Jamaica worst at innovation, credit?
JAMAICA scored worst in terms of access to credit and third worst in terms of innovation among nearly 60 developing nations, according to a recently released World Bank study on entrepreneurship.
The island under-performed the rest of the Caribbean, Latin America, Eastern Europe and Central Asia in the study entitled “Latin American Entrepreneurs, Many Firms Little Innovation”.
“The Latin American economies… tend to be above the median and in most cases near or above their predicted shares,” stated the report. “Some notable exceptions are several small Caribbean economies plus Jamaica and Mexico.”
Less than 10 per cent of Jamaican firms under five years old have “actual and benchmarked access to credit”, compared to 50 per cent in Trinidad & Tobago, according to the study’s tables.
The region, however, still under-performs that of Eastern Europe and Central Asia.
“Much of the gap appears to be explained by Latin America and the Caribbean’s (LAC) turbulent macro and financial history and by a shortage of promising productive projects (that is, a shortage of innovation) rather than by credit rationing and credit supply-side constraint per se,” said the report.
Less than 20 per cent of Jamaican firms “introduced a new product to the market over a five-year period”, according to the study. Only St Lucia and Dominica earned lower scores among a group of 57 nations within and outside the region.
Trinidad and Guyana scored nearly double that of Jamaica while the Dominican Republic scored some 50 per cent. Belarus scored highest in this category.
“On average firms in the region are 20 per cent less likley to have introduced a new product than in middle-income countries in the (Eastern Europe and Central Asia) — and the picture appears even grimmer for most of the Caribbean where the likelihood of introducing a new product drops to half that of firms in the Europe and Asia,” stated the study.
In recent years, a number of Jamaican-based mico-finance outfits have emerged to offer flexible credit to small businesses. The Government aims to introduce legislation to regulate the micro-finance sector whilst increasing its awareness of credit union activity.
In a separate micro-finance survey released by the Economist Intelligence Unit last year, Jamaica ranked 42 among 55 countries. The country suffered from lack of regulation and a focus on pay-day loans rather than small business financing, according to the report entitled “Global Microscope on the Microfinance Business Environment 2013.”
The Economist Intelligence Unit is the business information arm of The Economist Group, publisher of The Economist.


## WHAT YOU ARE ASKED TO DO
For this exercise, set down all the records exactly as given.

[Records from a data source]
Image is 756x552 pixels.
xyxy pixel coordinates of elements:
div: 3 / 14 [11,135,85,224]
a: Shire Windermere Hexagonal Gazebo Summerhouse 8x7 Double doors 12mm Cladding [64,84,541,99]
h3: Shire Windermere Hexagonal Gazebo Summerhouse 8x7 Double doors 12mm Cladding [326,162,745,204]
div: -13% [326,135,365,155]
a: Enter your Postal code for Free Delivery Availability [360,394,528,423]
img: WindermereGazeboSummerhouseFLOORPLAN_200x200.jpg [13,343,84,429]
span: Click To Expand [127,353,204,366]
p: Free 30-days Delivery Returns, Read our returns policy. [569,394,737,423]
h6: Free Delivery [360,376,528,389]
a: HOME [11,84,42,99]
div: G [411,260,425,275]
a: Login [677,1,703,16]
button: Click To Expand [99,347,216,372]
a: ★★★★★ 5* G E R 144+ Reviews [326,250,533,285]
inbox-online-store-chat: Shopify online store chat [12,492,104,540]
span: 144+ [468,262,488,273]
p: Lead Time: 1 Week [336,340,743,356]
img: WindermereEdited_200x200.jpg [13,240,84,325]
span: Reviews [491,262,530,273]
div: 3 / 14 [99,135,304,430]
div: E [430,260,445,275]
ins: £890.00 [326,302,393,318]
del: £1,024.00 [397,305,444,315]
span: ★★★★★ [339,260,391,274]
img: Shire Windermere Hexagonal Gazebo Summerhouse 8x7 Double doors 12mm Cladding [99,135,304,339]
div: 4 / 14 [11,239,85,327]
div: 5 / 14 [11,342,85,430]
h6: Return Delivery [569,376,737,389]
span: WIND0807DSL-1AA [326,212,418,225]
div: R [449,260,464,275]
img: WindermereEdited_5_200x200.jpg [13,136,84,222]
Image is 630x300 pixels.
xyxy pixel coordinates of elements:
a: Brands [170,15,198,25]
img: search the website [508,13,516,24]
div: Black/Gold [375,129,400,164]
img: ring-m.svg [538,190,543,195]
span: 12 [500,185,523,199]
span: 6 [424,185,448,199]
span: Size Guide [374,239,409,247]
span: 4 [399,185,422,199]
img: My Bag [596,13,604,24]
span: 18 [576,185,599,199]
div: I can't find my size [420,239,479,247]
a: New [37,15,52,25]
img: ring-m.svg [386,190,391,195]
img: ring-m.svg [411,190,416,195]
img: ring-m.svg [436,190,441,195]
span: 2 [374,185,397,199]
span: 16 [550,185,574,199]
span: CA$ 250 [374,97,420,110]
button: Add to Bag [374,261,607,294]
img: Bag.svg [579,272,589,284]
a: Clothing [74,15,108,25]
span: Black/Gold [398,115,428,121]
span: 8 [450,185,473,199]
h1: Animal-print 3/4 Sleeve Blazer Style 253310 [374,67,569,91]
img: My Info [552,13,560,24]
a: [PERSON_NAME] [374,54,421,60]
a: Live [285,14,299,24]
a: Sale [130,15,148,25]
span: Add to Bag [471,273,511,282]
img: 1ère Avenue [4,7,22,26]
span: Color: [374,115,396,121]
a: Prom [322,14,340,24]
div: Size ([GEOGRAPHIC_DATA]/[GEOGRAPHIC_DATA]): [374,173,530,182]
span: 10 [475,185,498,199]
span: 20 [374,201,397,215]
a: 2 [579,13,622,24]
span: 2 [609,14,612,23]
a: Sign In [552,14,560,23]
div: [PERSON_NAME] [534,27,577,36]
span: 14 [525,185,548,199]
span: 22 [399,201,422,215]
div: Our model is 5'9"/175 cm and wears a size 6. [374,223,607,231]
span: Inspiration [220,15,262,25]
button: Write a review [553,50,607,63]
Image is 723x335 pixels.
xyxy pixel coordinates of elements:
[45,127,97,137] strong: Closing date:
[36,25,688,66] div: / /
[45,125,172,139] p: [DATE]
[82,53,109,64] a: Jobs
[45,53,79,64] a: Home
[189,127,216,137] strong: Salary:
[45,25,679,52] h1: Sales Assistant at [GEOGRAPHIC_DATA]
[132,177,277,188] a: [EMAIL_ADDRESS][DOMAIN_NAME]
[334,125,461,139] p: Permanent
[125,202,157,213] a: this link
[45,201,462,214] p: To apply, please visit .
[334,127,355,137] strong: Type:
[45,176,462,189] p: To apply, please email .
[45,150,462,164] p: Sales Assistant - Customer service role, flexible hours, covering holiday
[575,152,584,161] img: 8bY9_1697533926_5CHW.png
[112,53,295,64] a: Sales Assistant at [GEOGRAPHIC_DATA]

## RESULT OF THIS TASK
Image is 756x552 pixels.
xyxy pixel coordinates of elements:
div: 3 / 14 [11,135,85,224]
a: Shire Windermere Hexagonal Gazebo Summerhouse 8x7 Double doors 12mm Cladding [64,84,541,99]
h3: Shire Windermere Hexagonal Gazebo Summerhouse 8x7 Double doors 12mm Cladding [326,162,745,204]
div: -13% [326,135,365,155]
a: Enter your Postal code for Free Delivery Availability [360,394,528,423]
img: WindermereGazeboSummerhouseFLOORPLAN_200x200.jpg [13,343,84,429]
span: Click To Expand [127,353,204,366]
p: Free 30-days Delivery Returns, Read our returns policy. [569,394,737,423]
h6: Free Delivery [360,376,528,389]
a: HOME [11,84,42,99]
div: G [411,260,425,275]
a: Login [677,1,703,16]
button: Click To Expand [99,347,216,372]
a: ★★★★★ 5* G E R 144+ Reviews [326,250,533,285]
inbox-online-store-chat: Shopify online store chat [12,492,104,540]
span: 144+ [468,262,488,273]
p: Lead Time: 1 Week [336,340,743,356]
img: WindermereEdited_200x200.jpg [13,240,84,325]
span: Reviews [491,262,530,273]
div: 3 / 14 [99,135,304,430]
div: E [430,260,445,275]
ins: £890.00 [326,302,393,318]
del: £1,024.00 [397,305,444,315]
span: ★★★★★ [339,260,391,274]
img: Shire Windermere Hexagonal Gazebo Summerhouse 8x7 Double doors 12mm Cladding [99,135,304,339]
div: 4 / 14 [11,239,85,327]
div: 5 / 14 [11,342,85,430]
h6: Return Delivery [569,376,737,389]
span: WIND0807DSL-1AA [326,212,418,225]
div: R [449,260,464,275]
img: WindermereEdited_5_200x200.jpg [13,136,84,222]
Image is 630x300 pixels.
xyxy pixel coordinates of elements:
a: Brands [170,15,198,25]
img: search the website [508,13,516,24]
div: Black/Gold [375,129,400,164]
img: ring-m.svg [538,190,543,195]
span: 12 [500,185,523,199]
span: 6 [424,185,448,199]
span: Size Guide [374,239,409,247]
span: 4 [399,185,422,199]
img: My Bag [596,13,604,24]
span: 18 [576,185,599,199]
div: I can't find my size [420,239,479,247]
a: New [37,15,52,25]
img: ring-m.svg [386,190,391,195]
img: ring-m.svg [411,190,416,195]
img: ring-m.svg [436,190,441,195]
span: 2 [374,185,397,199]
span: 16 [550,185,574,199]
span: CA$ 250 [374,97,420,110]
button: Add to Bag [374,261,607,294]
img: Bag.svg [579,272,589,284]
a: Clothing [74,15,108,25]
span: Black/Gold [398,115,428,121]
span: 8 [450,185,473,199]
h1: Animal-print 3/4 Sleeve Blazer Style 253310 [374,67,569,91]
img: My Info [552,13,560,24]
a: [PERSON_NAME] [374,54,421,60]
a: Live [285,14,299,24]
a: Sale [130,15,148,25]
span: Add to Bag [471,273,511,282]
img: 1ère Avenue [4,7,22,26]
span: Color: [374,115,396,121]
a: Prom [322,14,340,24]
div: Size ([GEOGRAPHIC_DATA]/[GEOGRAPHIC_DATA]): [374,173,530,182]
span: 10 [475,185,498,199]
span: 20 [374,201,397,215]
a: 2 [579,13,622,24]
span: 2 [609,14,612,23]
a: Sign In [552,14,560,23]
div: [PERSON_NAME] [534,27,577,36]
span: 14 [525,185,548,199]
span: 22 [399,201,422,215]
div: Our model is 5'9"/175 cm and wears a size 6. [374,223,607,231]
span: Inspiration [220,15,262,25]
button: Write a review [553,50,607,63]
Image is 723x335 pixels.
xyxy pixel coordinates of elements:
[45,127,97,137] strong: Closing date:
[36,25,688,66] div: / /
[45,125,172,139] p: [DATE]
[82,53,109,64] a: Jobs
[45,53,79,64] a: Home
[189,127,216,137] strong: Salary:
[45,25,679,52] h1: Sales Assistant at [GEOGRAPHIC_DATA]
[132,177,277,188] a: [EMAIL_ADDRESS][DOMAIN_NAME]
[334,125,461,139] p: Permanent
[125,202,157,213] a: this link
[45,201,462,214] p: To apply, please visit .
[334,127,355,137] strong: Type:
[45,176,462,189] p: To apply, please email .
[45,150,462,164] p: Sales Assistant - Customer service role, flexible hours, covering holiday
[575,152,584,161] img: 8bY9_1697533926_5CHW.png
[112,53,295,64] a: Sales Assistant at [GEOGRAPHIC_DATA]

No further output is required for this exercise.